Herewith, then, what seems a self-evident ecumenical axiom: For so long as the leaders of Russian Orthodoxy aspire to hegemony within Orthodoxy, claim to be the sole legitimate heirs of the baptism of Rus’ in 988, and act as agents of Russian state power in world politics, for just that long will Russian Orthodoxy be a serious obstacle to a more unified Orthodox world and to reconciliation and full communion between Catholicism and Orthodoxy.

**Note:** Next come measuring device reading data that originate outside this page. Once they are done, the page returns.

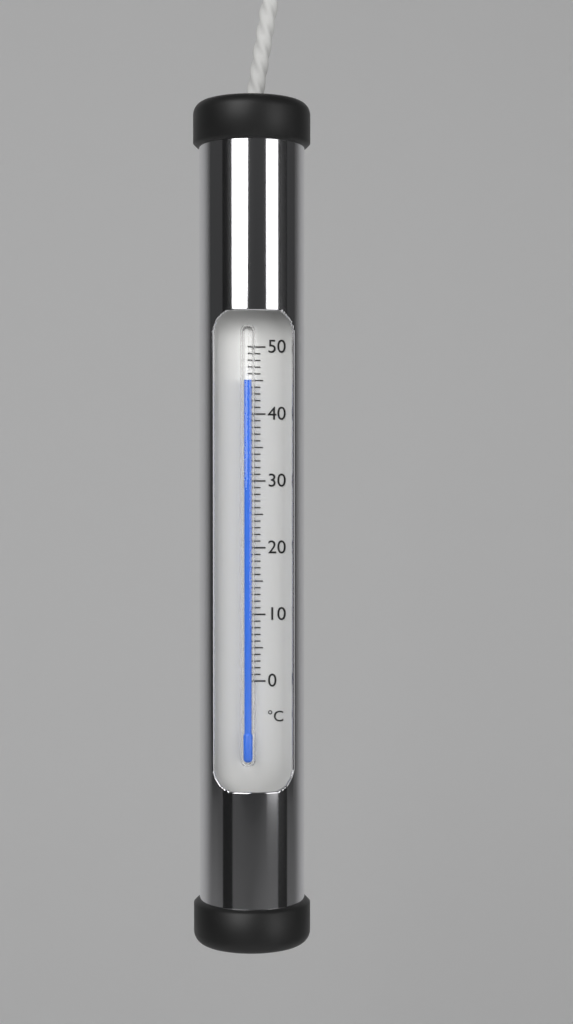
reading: 45 °C
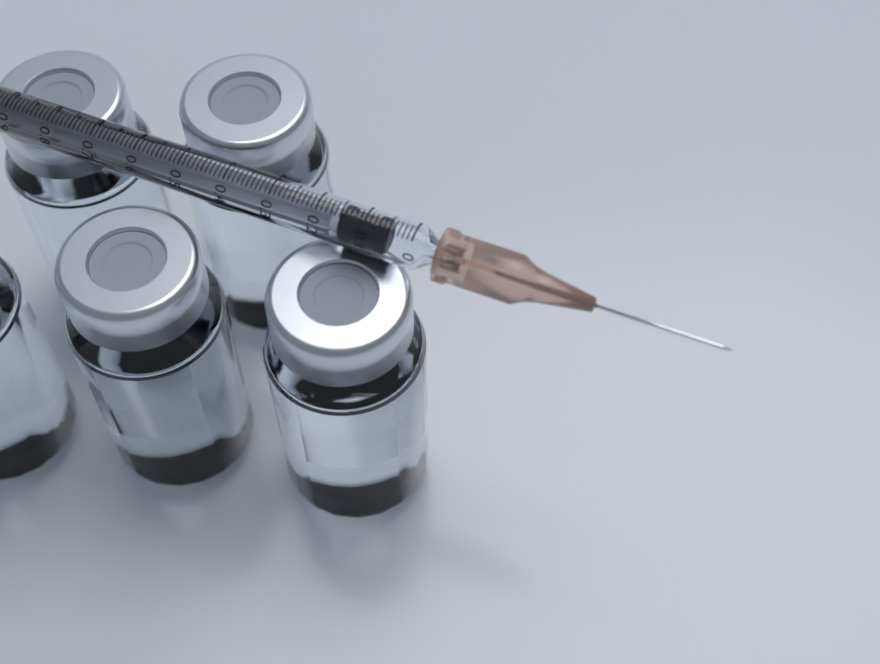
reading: 0.05 ml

Yet what seems so clear to others is, somehow, not self-evident in the halls of the Pontifical Council for Promoting Christian Unity. In a recent interview with Vatican Radio, the pontifical council’s president, Cardinal Kurt Koch, said that “the changes in 1989 (that is, the collapse of communism in central and eastern Europe) were not advantageous for ecumenical relations” because “the Eastern Catholic churches banned by Stalin re-emerged” from underground—and that made life difficult for Roman ecumenists, given Russian Orthodox phobias about “Uniate churches” like the Ukrainian Greek Catholic Church, Byzantine in liturgy and polity but in full communion with Rome.

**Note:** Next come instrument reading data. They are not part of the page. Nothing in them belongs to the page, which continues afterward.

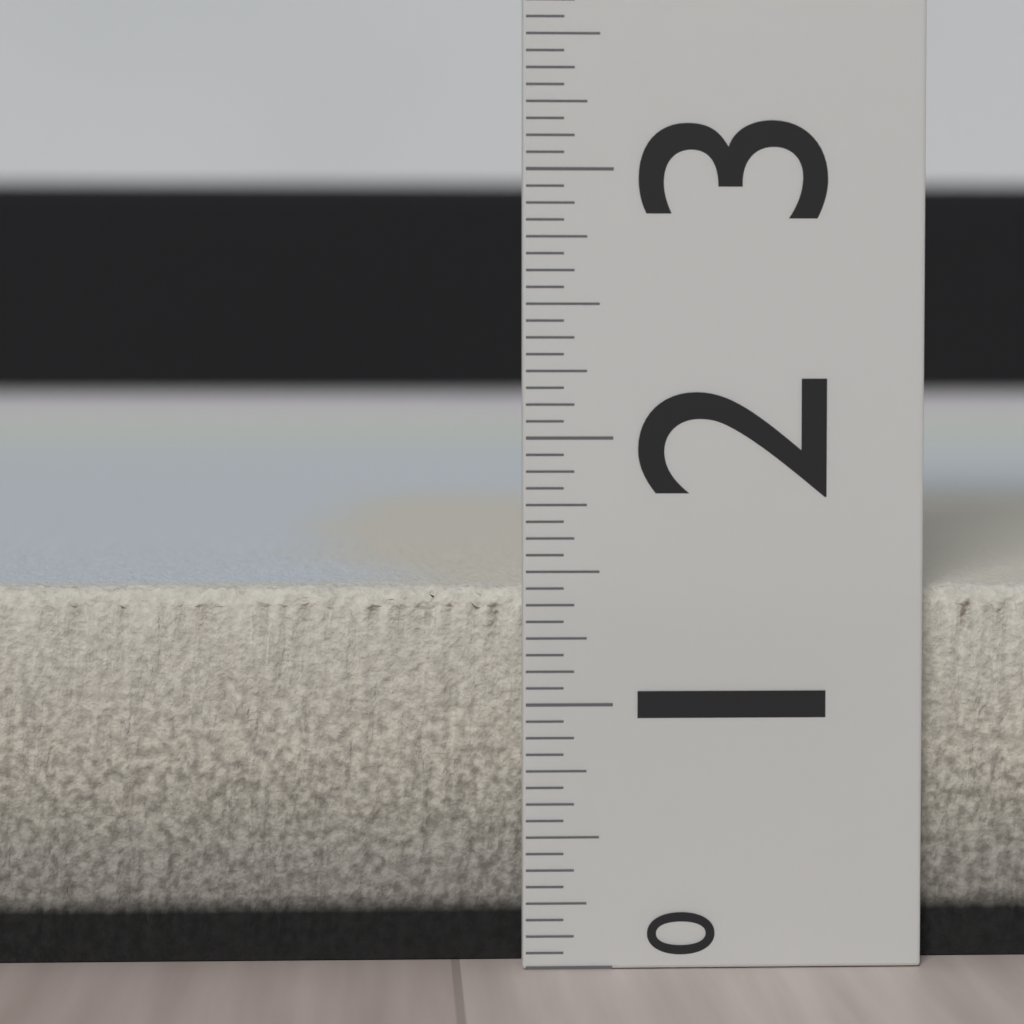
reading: 1.4375 (no unit)
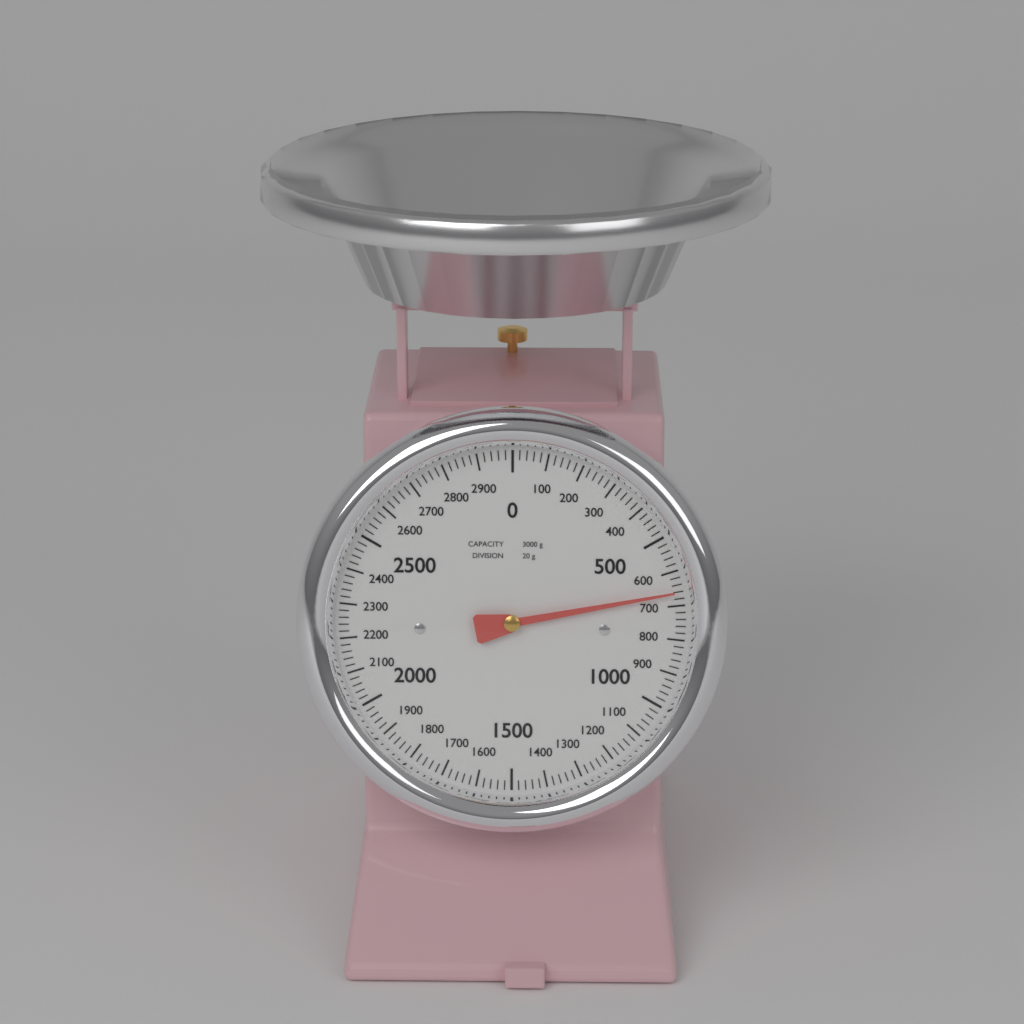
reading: 660 g
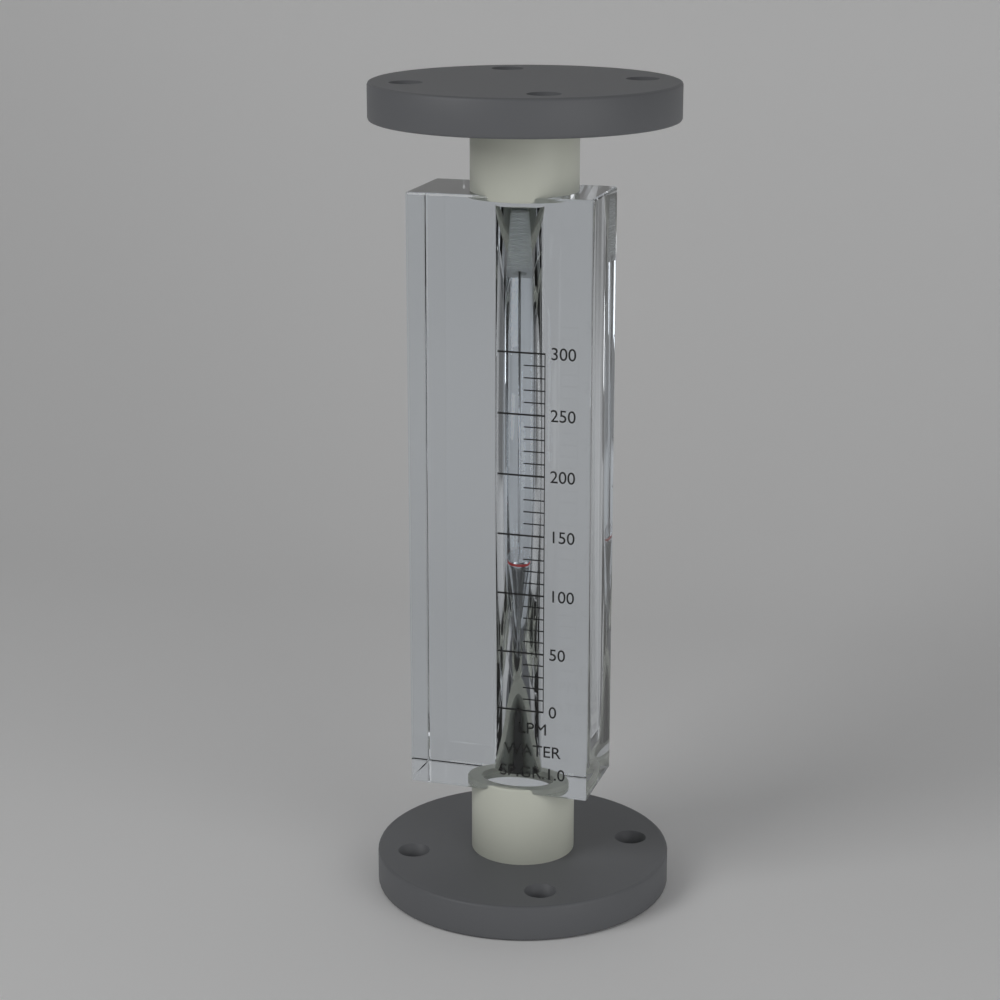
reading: 120 LPM
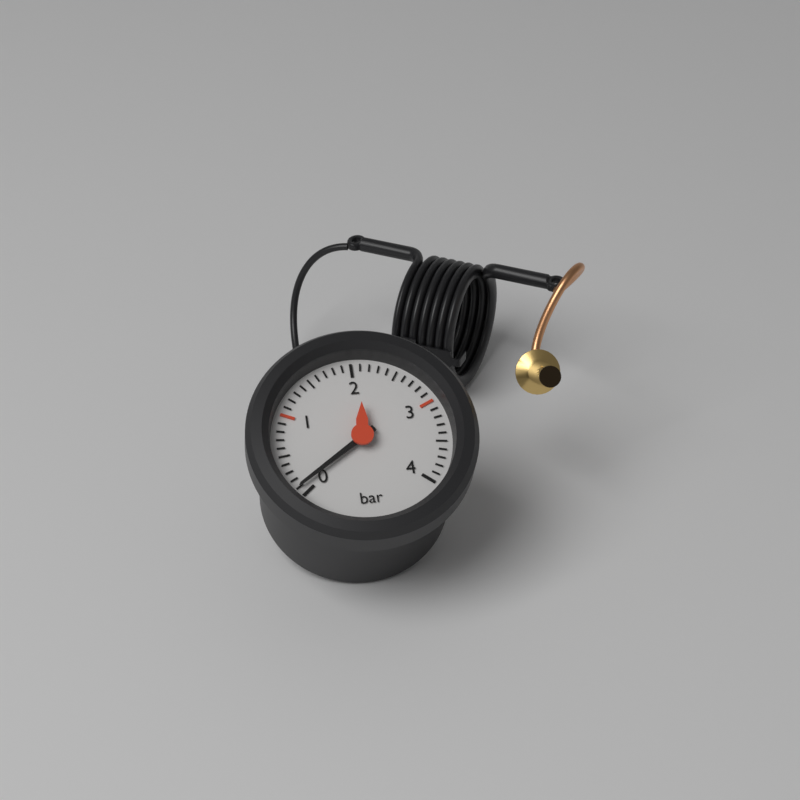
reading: 0.1 bar
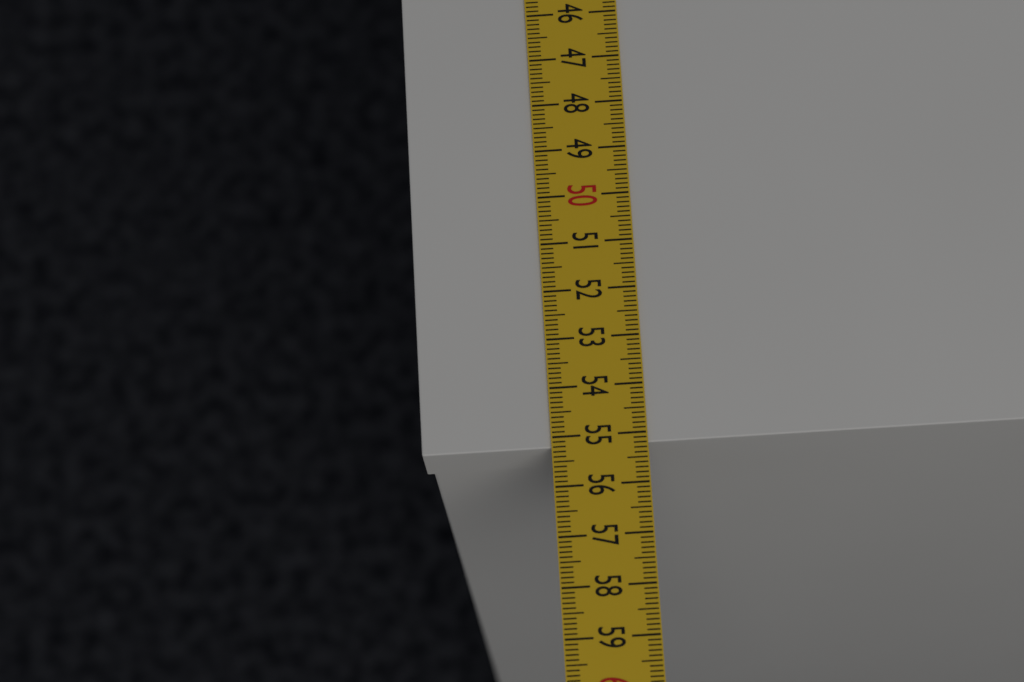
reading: 55.2 cm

What is going on here? No local Church in modern times suffered more for its fidelity to Rome than the Greek Catholic Church in Ukraine—the world’s largest underground religious community between 1946 and 1989. Was Cardinal Koch suggesting that it would have been better for “ecumenical relations” if the communist crack-up in 1989 hadn’t occurred and if the Soviet Union had remained intact? It’s bad enough to be subjected to ex-KGB officer Vladimir Putin’s laments about the Soviet crack-up being the greatest geopolitical disaster of the twentieth century; it’s even worse when the Catholic Church’s top ecumenical officer expresses what seem, at first blush, to be ominously parallel sentiments.

Now I don’t really think that Cardinal Koch wishes the Berlin Wall, or the Soviet Union, back. But his unfortunate formulation, which reflected certain institutionalized notions in the Roman Curia, confirmed that the Vatican’s ecumenical default positions badly need resetting. And that reset must begin with a clear-eyed view of recent Russian Orthodox prevarications and aggressions. Nothing will be gained, ecumenically speaking, from further kowtowing to the self-styled “Third Rome.”

George Weigel is distinguished senior fellow of the Ethics and Public Policy Center in Washington, D.C.